Lynch's most celebrated mangle presentation was in "Blue Velvet" (1986) when Roy Orbison's "In Dreams" underscored a scene of menace and decay. Orbison had always made operatic mini-epics for the mopey kid in the back row of the classroom. Lynch's recasting made sure nobody missed the weirdest elements ("A candy-colored clown they call the Sandman" -- yipes). One could argue that Lynch made the Big O cool again and had more to do with reviving his career than the Traveling Wilburys. Although he no longer lived under the radiator, Lynch was still able to reach back for songs he'd heard there and make crowds squirm.

Even later, the deadpan throbs of the "Twin Peaks" theme proved their underground viability when techno-disco whiz Moby transformed the number into his breakout hit, "Go." The queasy sadness in Lynch's fantasy pop flows from its sense of a bright American future gone black, and in a savvy reversal move, Moby overlaid the dying fall with a joyous synth upswoop.

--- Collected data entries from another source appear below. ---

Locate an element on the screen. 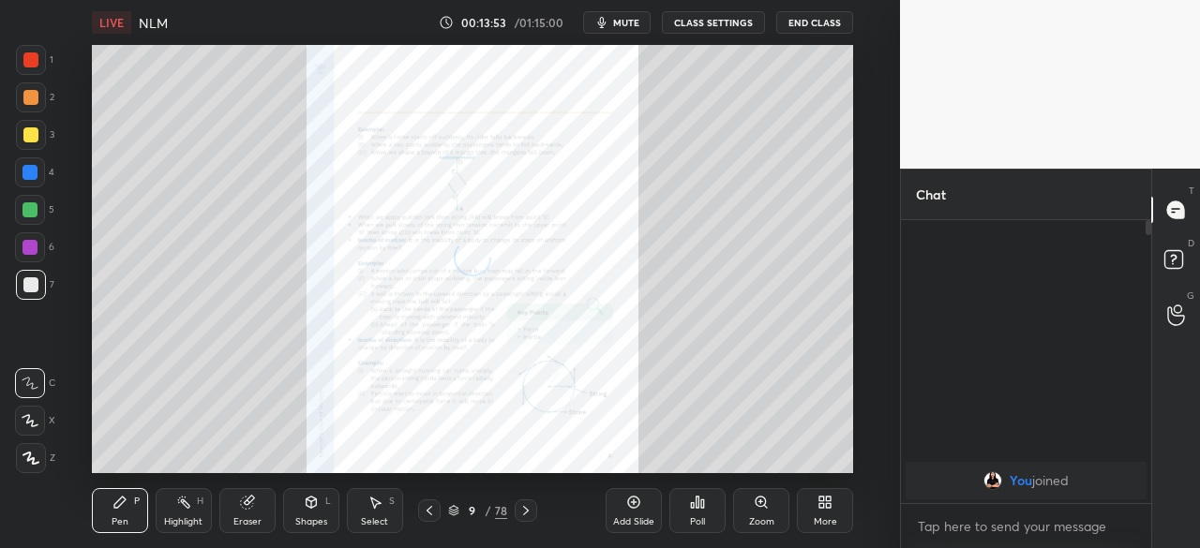  h4: NLM is located at coordinates (153, 22).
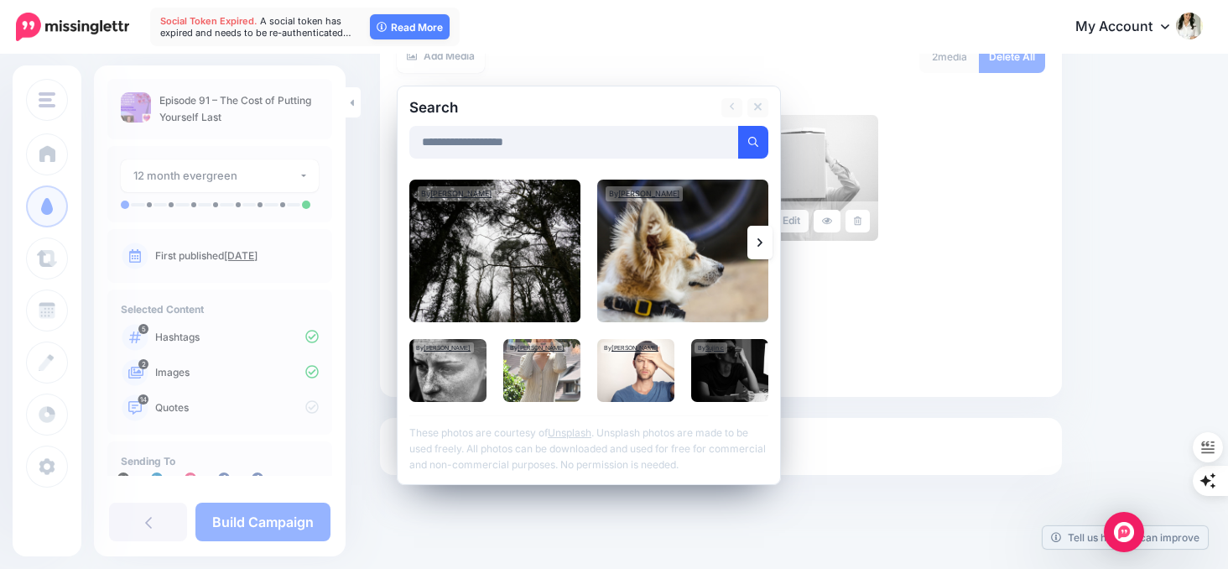  Describe the element at coordinates (72, 27) in the screenshot. I see `img: Missinglettr` at that location.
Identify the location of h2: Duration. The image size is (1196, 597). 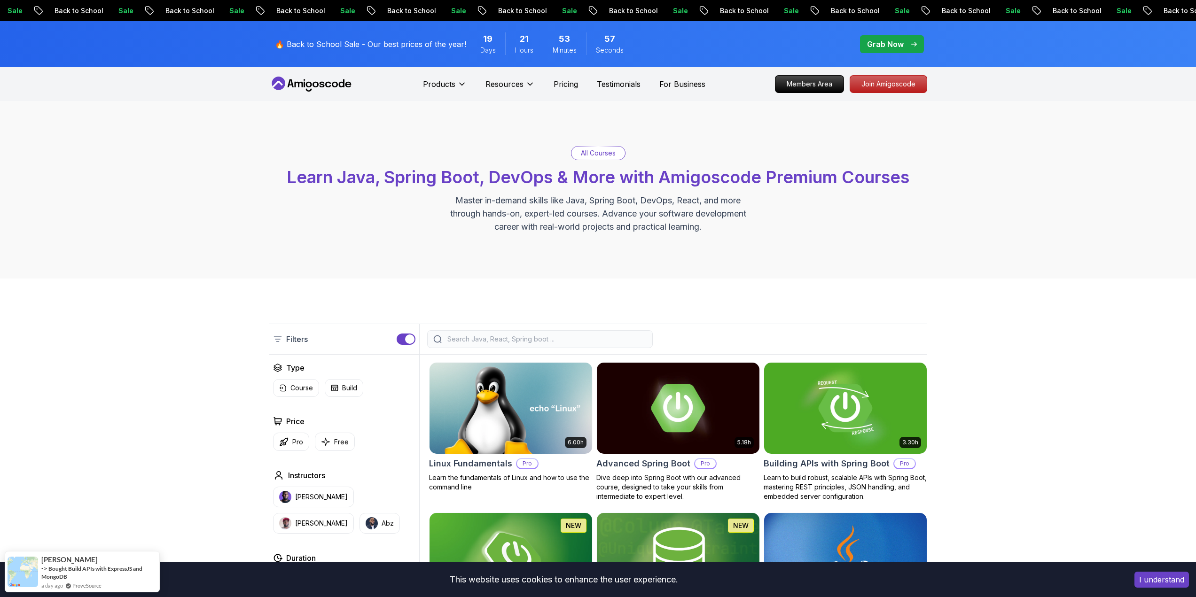
(301, 558).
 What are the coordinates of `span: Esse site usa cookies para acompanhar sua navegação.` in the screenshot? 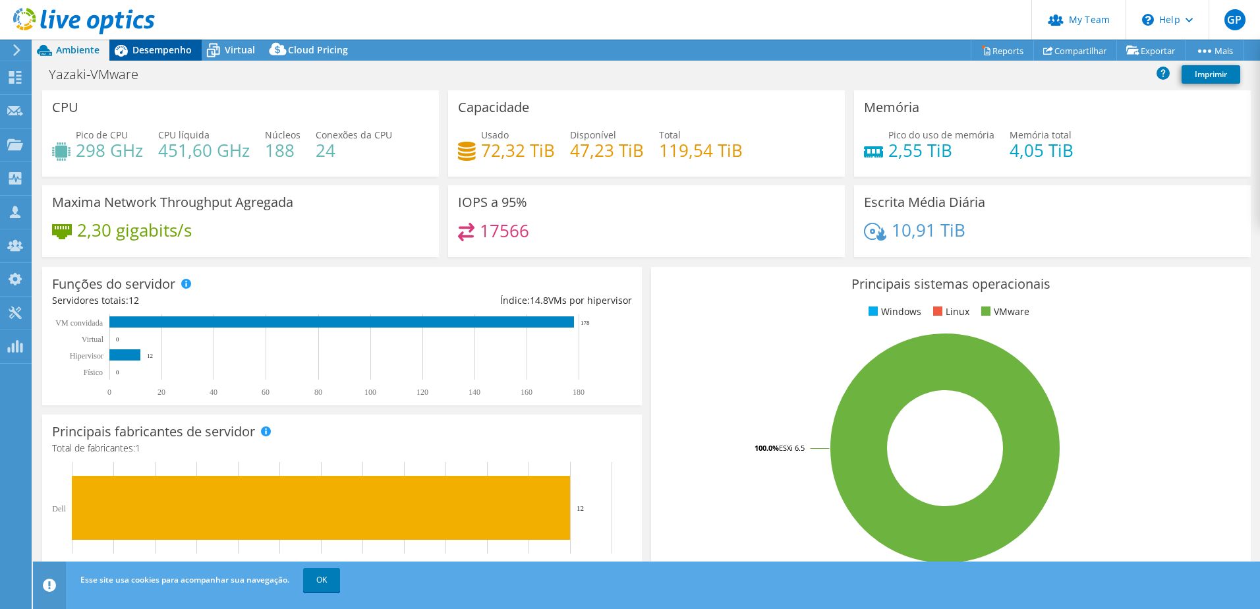 It's located at (185, 579).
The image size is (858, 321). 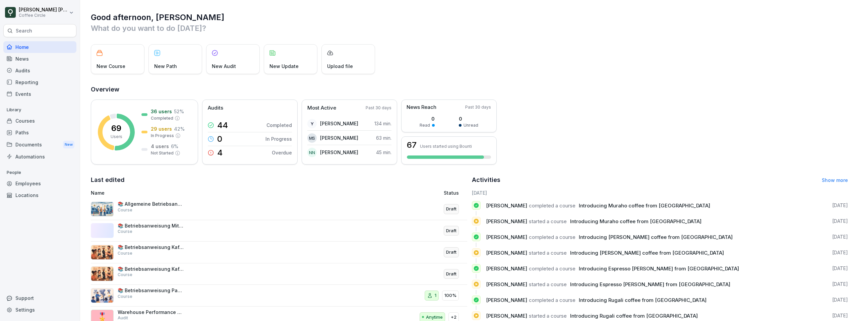 I want to click on p: Overdue, so click(x=282, y=153).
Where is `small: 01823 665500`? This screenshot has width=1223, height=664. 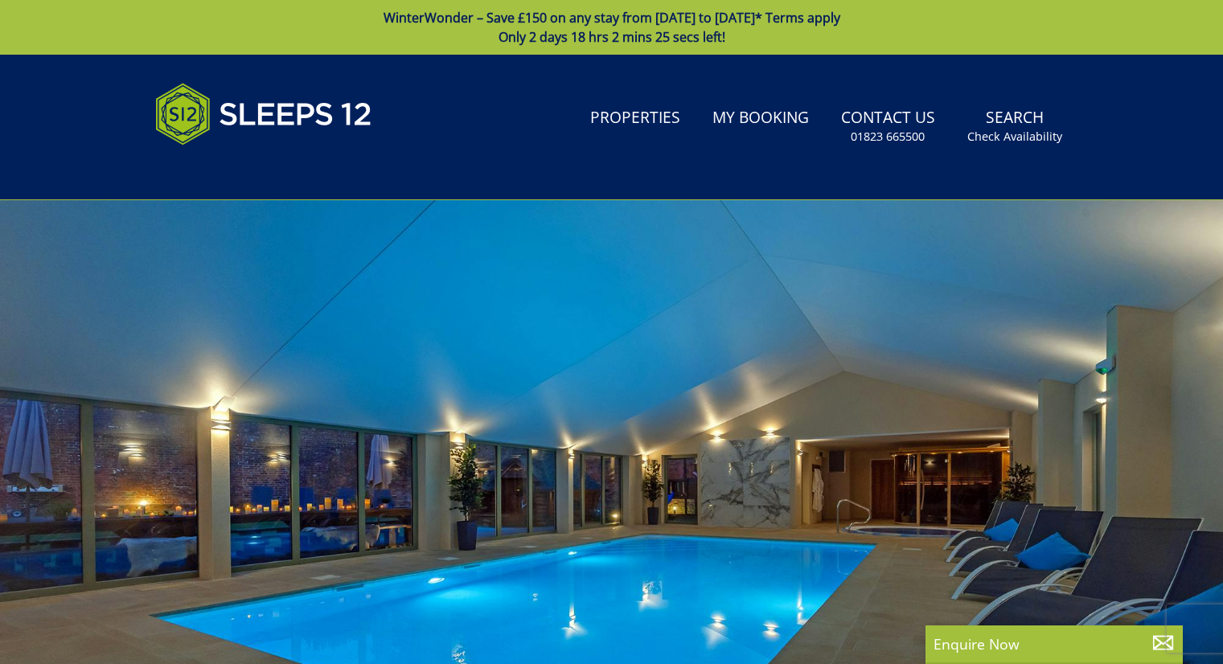 small: 01823 665500 is located at coordinates (888, 137).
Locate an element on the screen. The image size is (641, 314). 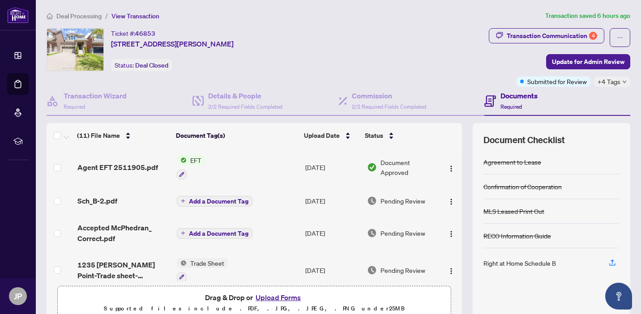
div: MLS Leased Print Out is located at coordinates (514, 211).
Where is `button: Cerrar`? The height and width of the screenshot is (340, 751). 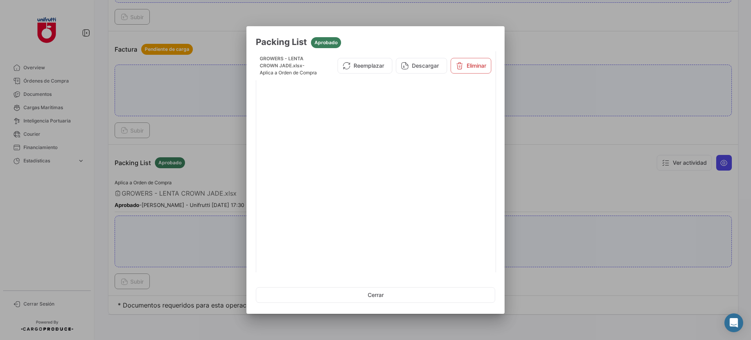
button: Cerrar is located at coordinates (376, 295).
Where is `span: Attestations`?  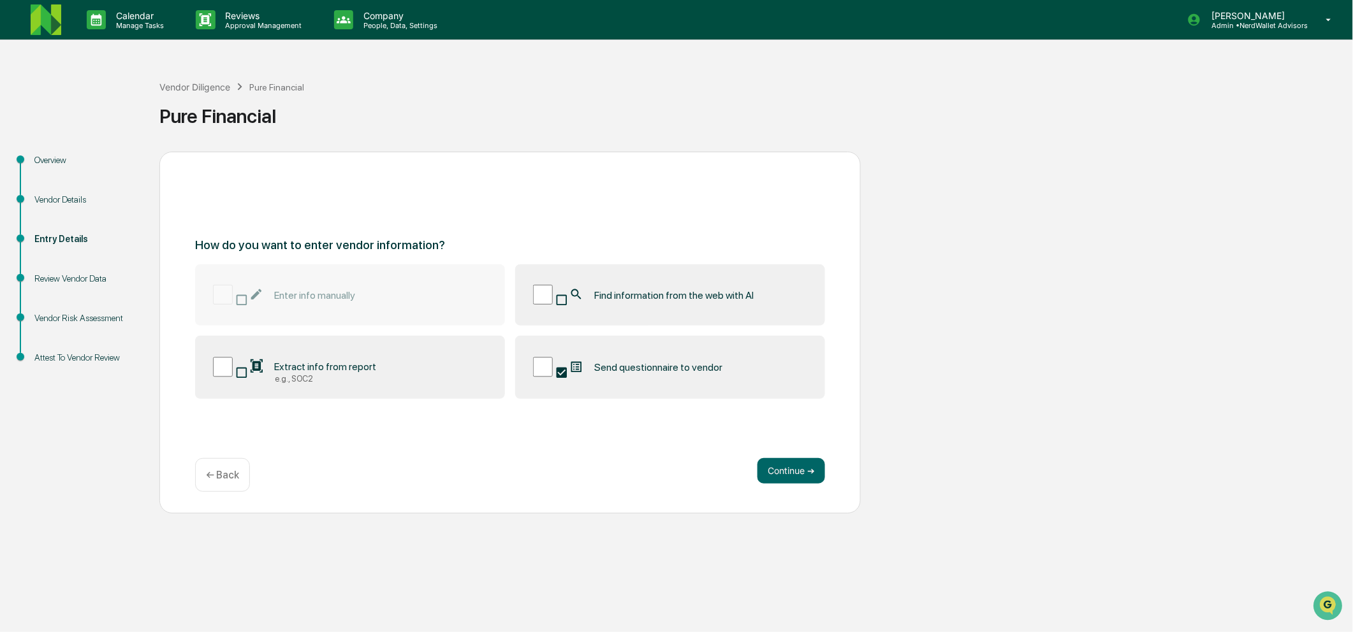 span: Attestations is located at coordinates (131, 233).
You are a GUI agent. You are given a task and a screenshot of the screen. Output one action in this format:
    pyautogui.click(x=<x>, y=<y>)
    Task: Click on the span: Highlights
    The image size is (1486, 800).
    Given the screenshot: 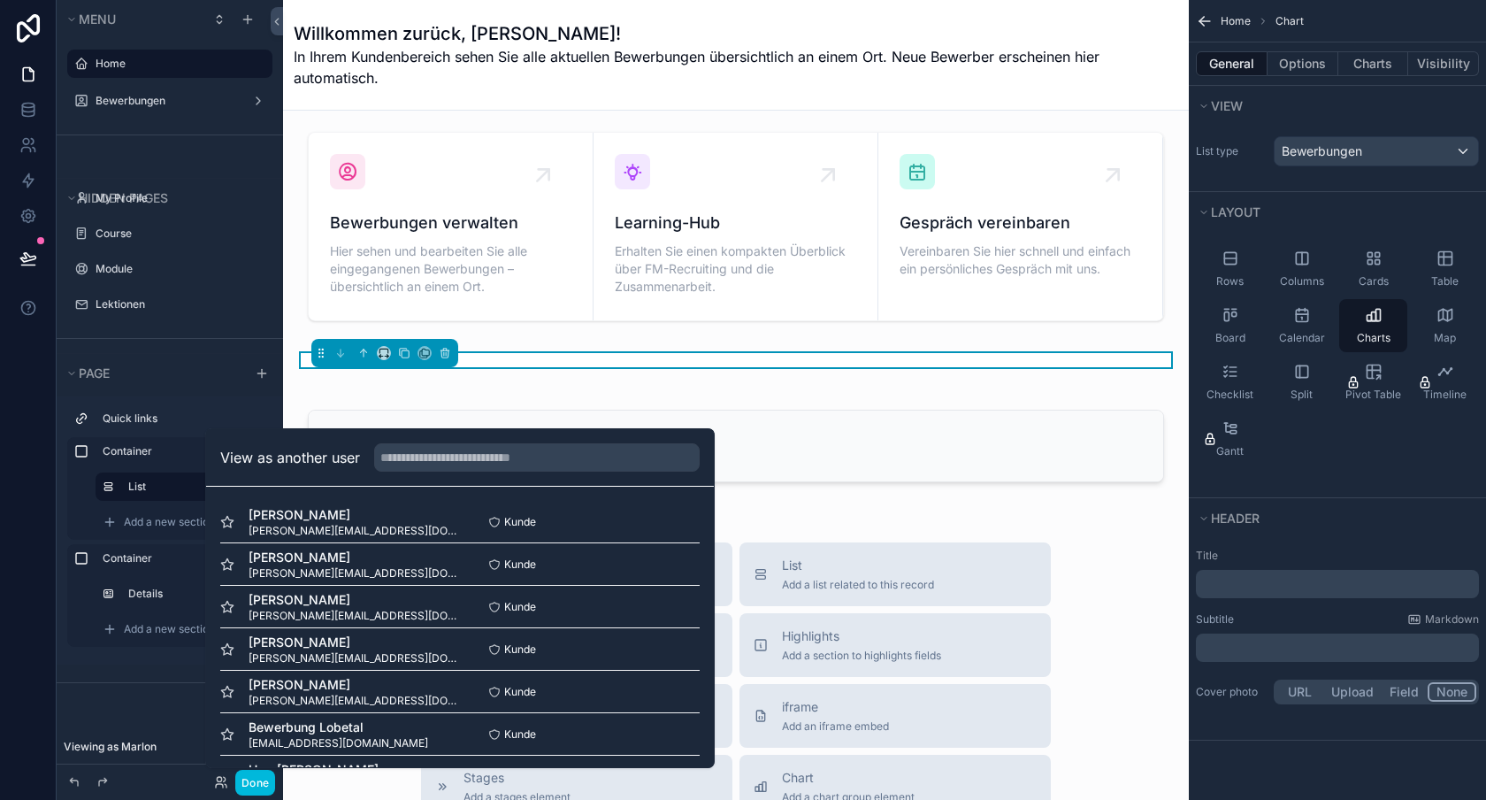 What is the action you would take?
    pyautogui.click(x=861, y=636)
    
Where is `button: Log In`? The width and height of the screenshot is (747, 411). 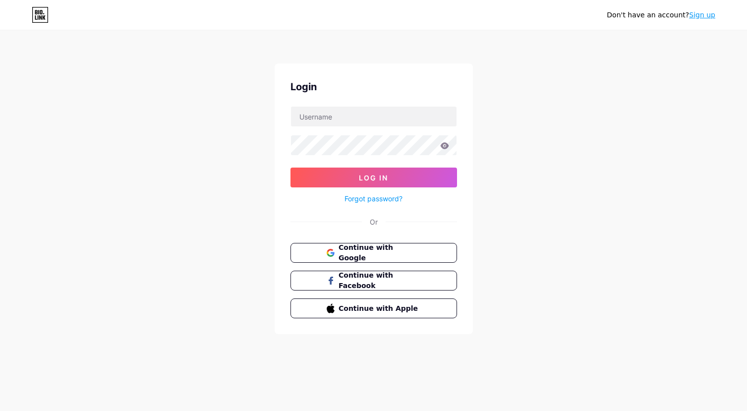 button: Log In is located at coordinates (374, 177).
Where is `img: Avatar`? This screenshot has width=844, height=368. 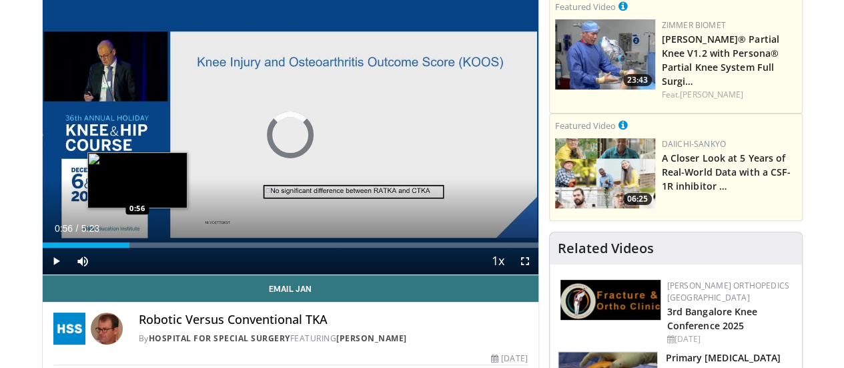
img: Avatar is located at coordinates (107, 328).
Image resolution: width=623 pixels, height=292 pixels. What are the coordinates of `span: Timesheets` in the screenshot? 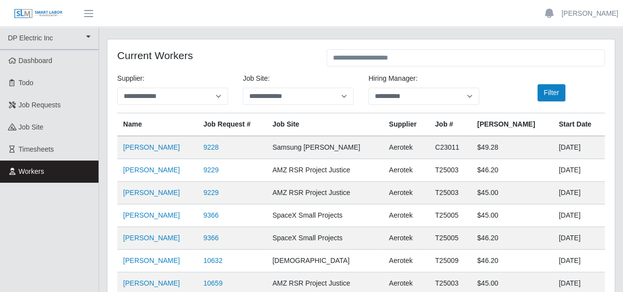 It's located at (36, 149).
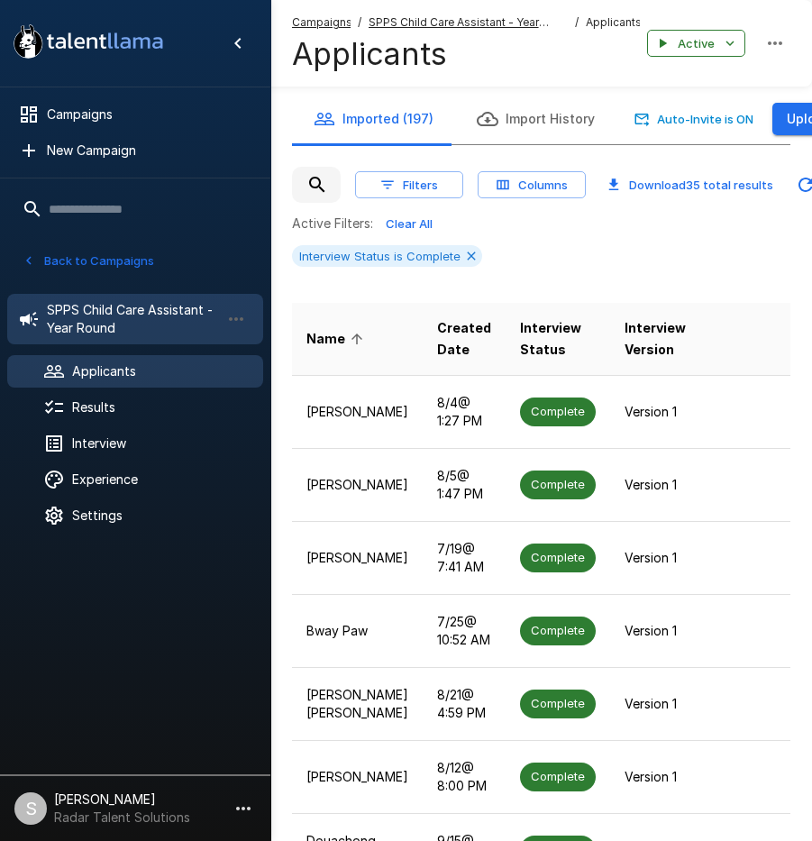  Describe the element at coordinates (464, 703) in the screenshot. I see `td: 8/21 @ 4:59 PM` at that location.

Lynch's career itself has plunged since the late 1980s. He was once overpraised as the ultimate modern prophet of small-town horror, a sort of updated Hitchcock (remember the electronic score for "The Birds"). Now he's over-reviled as obvious, frantic and empty. What elevated his soundtracks was their consistent idiosyncrasy: His low rumbles and high warbles got tiresome, but at least he grew them himself. A lot of work went into making sure "Lost Highway" delivered the best stand-alone collection of music from a Lynch film. But now he's simply too big to get back down under the radiator, and it's tough for a guy who had a big, fat romance with Isabella Rossellini to think of himself as the Elephant Man anymore, so a passel of groovy rockers is on hand to certify (and prop up?) his eccentricity. In the pop eons since "Eraserhead," soundtracks have become a sort of profit insurance for films with the least bit of an uncertain reception.

As with most CDs, "Lost Highway" embeds 50 minutes of tingles in a 70-minute mass. The first six cuts provide a heady rush. David Bowie, after years of walking into lampposts, suddenly remembers how to throw a fit under the spotlight with "I'm Deranged." The Smashing Pumpkins at last amount to more than an intriguing rumor with "Eye." Badalamenti rips a delightful patch off Morphine for "Red Bats with Teeth." And Nine Inch Nails' "The Perfect Drug" is a wildcat in a shoe box that deserves to become a hit. Most of the Barry Adamson cuts sink to the drab brooding Lynch used to turn inside out. Everyone can skim past the neo-lounge and acid-jazz doodles in the middle of the program, and Marilyn Manson's cover of Screamin' Jay Hawkins' "I Put a Spell on You" is a bloodless botch (Jim Jarmusch got there first, anyway). Trent Reznor is the producer (Lynch fathered his videos). Lynch takes the executive role, sitting behind the wide oak desk while geek musicians influenced by geek musicians who were influenced by his old movies sell tickets for him.
March 24, 1997

--Milo Miles

Milo Miles' music commentary can be heard on National Public Radio's "Fresh Air." He is a regular contributor to Salon.